Letheo looked away from Carrion and glanced at Candy. She saw the signal in his eyes. He was telling her to go.
She did just that. She ran.
“STOP HER!” Carrion roared.
For the briefest of moments she glanced back and saw that Letheo was stepping into his master’s way as Carrion moved toward the door. With one mighty backhanded blow, Carrion knocked Letheo across the room. Letheo struck the window, which shattered, and in a hail of glass shards he disappeared from sight.
“Now,” Carrion said, calling after Candy. He lifted his hand and clenched his fist, which caused all the lamps in the room and corridor to go out at once. The only source of light was now the creatures in Carrion’s collar. Their ghastly luminescence threw his shadow up against the walls.

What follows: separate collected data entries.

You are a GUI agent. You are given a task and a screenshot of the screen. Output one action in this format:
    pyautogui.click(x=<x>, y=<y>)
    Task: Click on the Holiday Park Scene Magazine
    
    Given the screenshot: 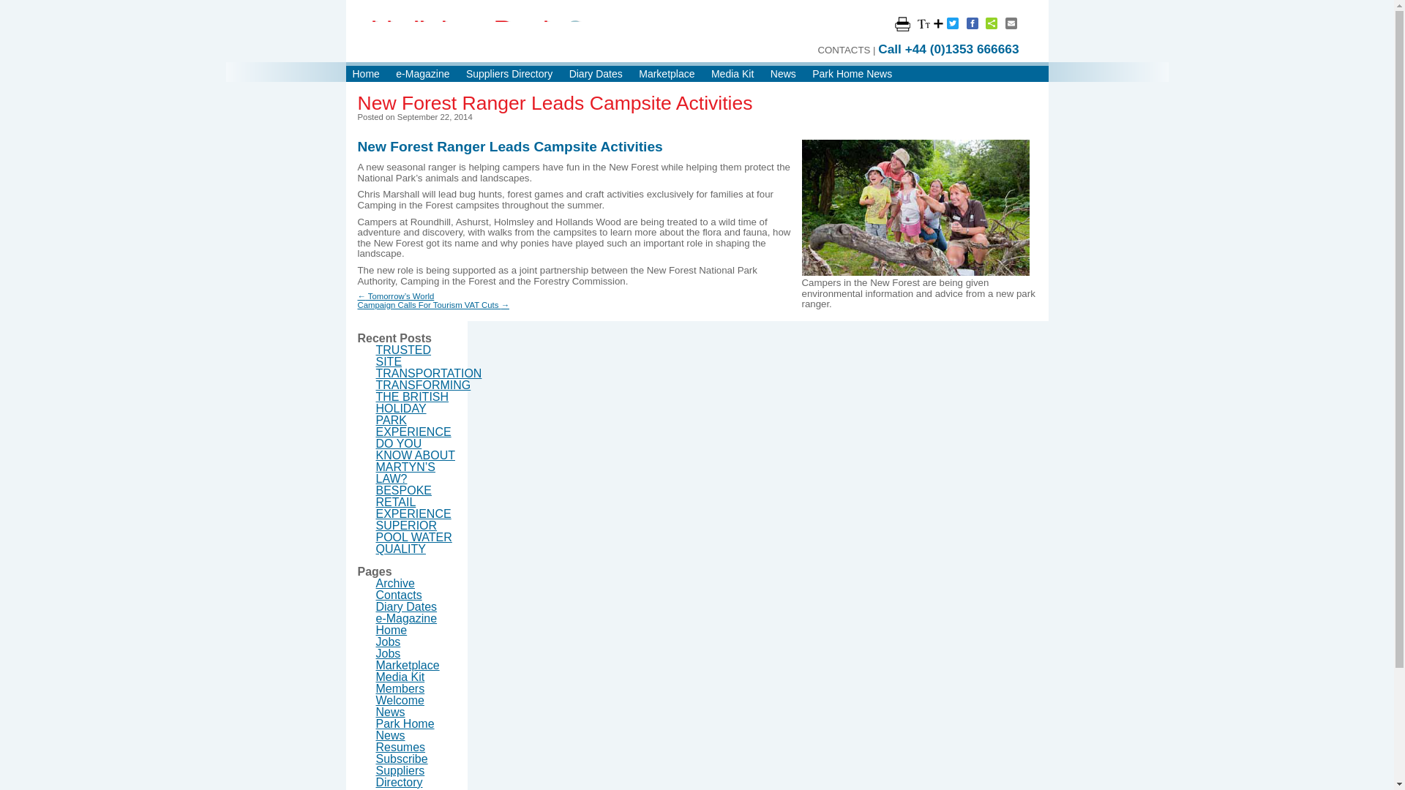 What is the action you would take?
    pyautogui.click(x=520, y=37)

The Lord of Midnight shook his head and proffered an indulgent little smile. “Enough, lady,” he said. “Come here. Come.”
As he spoke he lifted his arms, as if to summon Candy into an embrace.
“All I want to know is a little about your dreams,” he said.
“So you trap me in that thing—”
“The momentary? It’s usually quite painless. But you? You’re quite a piece of work, Candy Quackenbush. I hear all kinds of stories. Everywhere you go you seem to cause trouble.” He advanced toward her, his eyes transfixing her, as though he had the capacity to hold her with his gaze. “Well, you’re not going to cause trouble to me.”